## Task
Write the data below out again, unchanged.

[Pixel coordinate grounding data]
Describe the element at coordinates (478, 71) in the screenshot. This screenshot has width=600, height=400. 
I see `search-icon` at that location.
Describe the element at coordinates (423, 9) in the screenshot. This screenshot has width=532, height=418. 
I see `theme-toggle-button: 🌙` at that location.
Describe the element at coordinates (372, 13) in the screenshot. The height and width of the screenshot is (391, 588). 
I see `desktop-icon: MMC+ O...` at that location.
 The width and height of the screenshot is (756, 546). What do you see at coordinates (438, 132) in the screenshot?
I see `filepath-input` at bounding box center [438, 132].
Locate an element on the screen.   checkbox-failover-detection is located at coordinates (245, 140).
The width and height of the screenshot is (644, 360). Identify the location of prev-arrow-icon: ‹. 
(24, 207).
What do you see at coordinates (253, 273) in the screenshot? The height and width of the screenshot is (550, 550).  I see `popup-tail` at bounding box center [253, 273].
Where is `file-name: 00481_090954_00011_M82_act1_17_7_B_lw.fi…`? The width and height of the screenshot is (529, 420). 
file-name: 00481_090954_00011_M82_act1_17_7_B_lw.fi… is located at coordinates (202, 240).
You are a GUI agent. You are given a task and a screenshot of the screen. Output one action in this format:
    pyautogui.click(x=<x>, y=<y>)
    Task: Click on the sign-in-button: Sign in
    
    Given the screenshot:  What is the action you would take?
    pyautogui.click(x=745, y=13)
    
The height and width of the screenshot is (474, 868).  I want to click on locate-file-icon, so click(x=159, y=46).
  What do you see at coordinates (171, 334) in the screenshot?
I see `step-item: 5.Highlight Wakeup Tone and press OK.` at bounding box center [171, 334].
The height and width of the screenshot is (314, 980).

## Answer to the problem
Describe the element at coordinates (478, 71) in the screenshot. This screenshot has width=600, height=400. 
I see `search-icon` at that location.
Describe the element at coordinates (423, 9) in the screenshot. This screenshot has width=532, height=418. 
I see `theme-toggle-button: 🌙` at that location.
Describe the element at coordinates (372, 13) in the screenshot. The height and width of the screenshot is (391, 588). 
I see `desktop-icon: MMC+ O...` at that location.
 The width and height of the screenshot is (756, 546). What do you see at coordinates (438, 132) in the screenshot?
I see `filepath-input` at bounding box center [438, 132].
Locate an element on the screen.   checkbox-failover-detection is located at coordinates (245, 140).
The width and height of the screenshot is (644, 360). Identify the location of prev-arrow-icon: ‹. 
(24, 207).
What do you see at coordinates (253, 273) in the screenshot? The height and width of the screenshot is (550, 550).  I see `popup-tail` at bounding box center [253, 273].
Where is `file-name: 00481_090954_00011_M82_act1_17_7_B_lw.fi…`? The width and height of the screenshot is (529, 420). 
file-name: 00481_090954_00011_M82_act1_17_7_B_lw.fi… is located at coordinates (202, 240).
You are a GUI agent. You are given a task and a screenshot of the screen. Output one action in this format:
    pyautogui.click(x=<x>, y=<y>)
    Task: Click on the sign-in-button: Sign in
    
    Given the screenshot:  What is the action you would take?
    pyautogui.click(x=745, y=13)
    
The height and width of the screenshot is (474, 868).  I want to click on locate-file-icon, so click(x=159, y=46).
  What do you see at coordinates (171, 334) in the screenshot?
I see `step-item: 5.Highlight Wakeup Tone and press OK.` at bounding box center [171, 334].
The height and width of the screenshot is (314, 980).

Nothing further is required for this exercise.